How to find or convert a Twitter ID

1

Enter a handle or ID

Paste an @username, a numeric user ID, or a full profile URL into the box.

2

Pick the direction

Choose Username to ID or ID to Username. The tool also auto-detects what you pasted.

3

Get the result

The converter queries X in real time and returns the numeric user ID and the current @handle.

4

Copy or reuse

Copy the ID or handle with one click for your spreadsheet, your research, or your API calls.

What is a Twitter (X) user ID?

A Twitter (X) user ID is the permanent numeric identifier X assigns to every account when it is created. The @username can be changed at any time, but the user ID never changes and is never reused, so it is the reliable way to point at an account across renames. For example, the handle @jack maps to the user ID 12. Modern IDs are long 64-bit numbers because X issues them through its Snowflake system.

Want the full picture? Read the Twitter ID converter guide.

How to find your own Twitter ID

X does not show your user ID anywhere in the app or in account settings. Paste your @username or your profile URL into the converter above and read the numeric user ID from the result.

Your ID is also stored in your downloadable X data archive under account metadata, but the lookup above is faster for a one-off check.

Username vs user ID: which one do you need?

@Username (handle)User ID (numeric)
Can changeYes, any timeNo, permanent
Format@text, for example @nasa64-bit number, for example 44196397
ReusableYes, once releasedNever
Best forReading, mentions, sharingSaving, tracking, API calls

If you are saving accounts to use later, store the user ID. Handles drift over time, IDs do not.

This converter works both ways. Most tools only turn a handle into an ID. This one looks the ID back up against live public data, so ID to username works here too.

Who uses a Twitter ID converter

  • Marketers and analysts tracking competitors and creators whose handles change.
  • Community managers and giveaway organizers verifying participants by a permanent ID.
  • Journalists and OSINT researchers confirming an account is the same one across renames.
  • Developers and QA grabbing a user ID quickly to test an API call or a webhook.

Suspended, deleted, and private accounts

A live ID lookup only returns a handle while the account still exists. Suspended, deleted, or never-existing accounts come back as not-found, though the numeric ID stays valid in any records you already saved.

More free X (Twitter) tools

All tools are free, need no login, and run on the same alternative Twitter/X API.

Twitter ID finder and converter FAQ

Is this Twitter ID converter free?

Yes, it is completely free, with no sign-up and no API key. You can convert as many handles or IDs as you need within fair use, and the results come straight from X in real time.

Can I convert in both directions?

Yes. Enter a @username or a profile URL to get the numeric user ID, or enter a numeric ID to get the current handle. The tool detects which one you pasted, and you can force the direction with the toggle.

Where do I find my own Twitter ID?

X does not display your user ID in the app or in account settings, so paste your own @username or profile URL into the converter above and read the numeric ID from the result.

Is a Twitter ID the same as a snowflake ID?

For modern accounts, yes. X issues user IDs through its Snowflake system, so the long numeric user ID this tool returns is what an API or its docs mean by a Twitter snowflake ID.

Can I get an account's creation date from its ID?

For accounts created after the move to Snowflake IDs, the creation timestamp is encoded in the ID. For a quick answer, use the account age checker. For decoding steps, see the Twitter ID converter guide.

What information does the converter return?

The numeric user ID and the current @handle for the account you looked up.

Does it work for suspended, deleted, or private accounts?

A live lookup returns a handle only while the account exists. Suspended or deleted accounts return not-found.

How do I convert a list of usernames in bulk?

For large lists or automation, use the Sorsa API and its batch endpoints rather than this single-lookup tool.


* EXERCISE DETAILS
Could you transcribe all of the data exactly and skip any pictures?

* Stored items

——

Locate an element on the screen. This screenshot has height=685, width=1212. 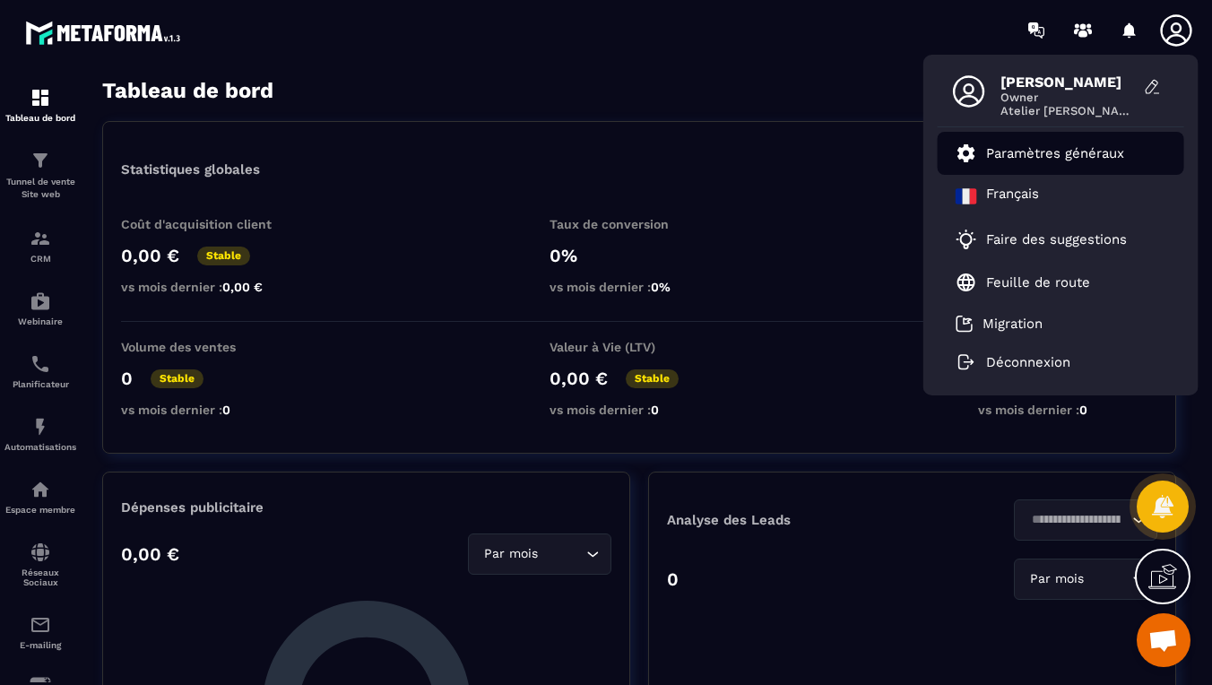
p: Automatisations is located at coordinates (40, 446).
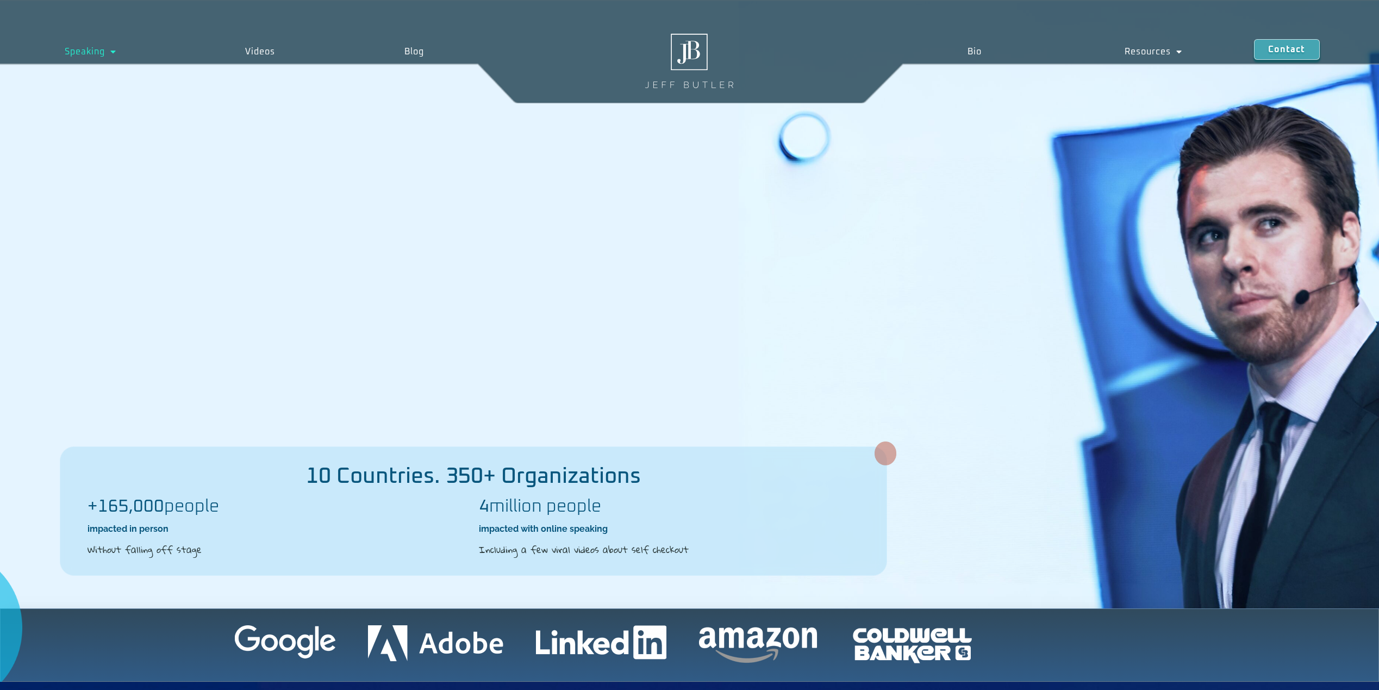 This screenshot has width=1379, height=690. What do you see at coordinates (126, 507) in the screenshot?
I see `b: +165,000` at bounding box center [126, 507].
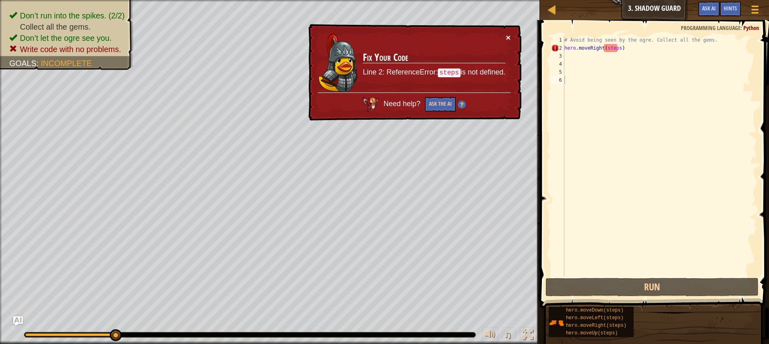 This screenshot has height=344, width=769. Describe the element at coordinates (449, 73) in the screenshot. I see `code: steps` at that location.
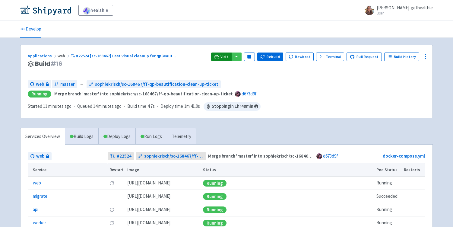  What do you see at coordinates (250, 57) in the screenshot?
I see `button: Pause` at bounding box center [250, 57].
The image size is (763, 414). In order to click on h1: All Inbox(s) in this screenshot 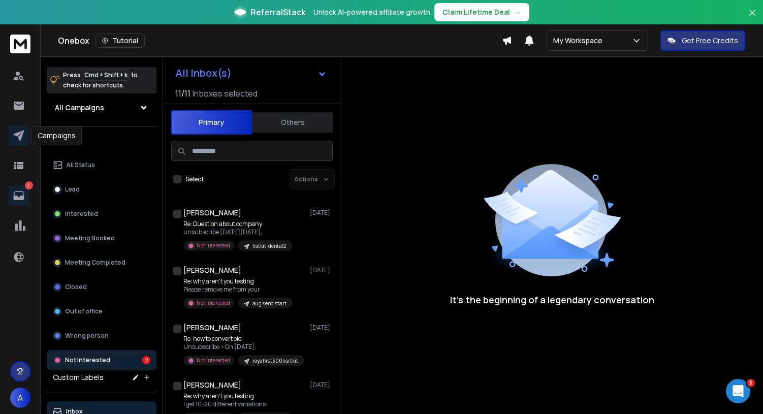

——

* RESPONSE TO THIS TASK
Locate an element on the screen. This screenshot has height=685, width=1212. 
p: Automatisations is located at coordinates (40, 446).
 This screenshot has width=1379, height=690. What do you see at coordinates (126, 507) in the screenshot?
I see `b: +165,000` at bounding box center [126, 507].
 This screenshot has height=344, width=769. Describe the element at coordinates (449, 73) in the screenshot. I see `code: steps` at that location.
  What do you see at coordinates (250, 57) in the screenshot?
I see `button: Pause` at bounding box center [250, 57].
The image size is (763, 414). In order to click on h1: All Inbox(s) in this screenshot 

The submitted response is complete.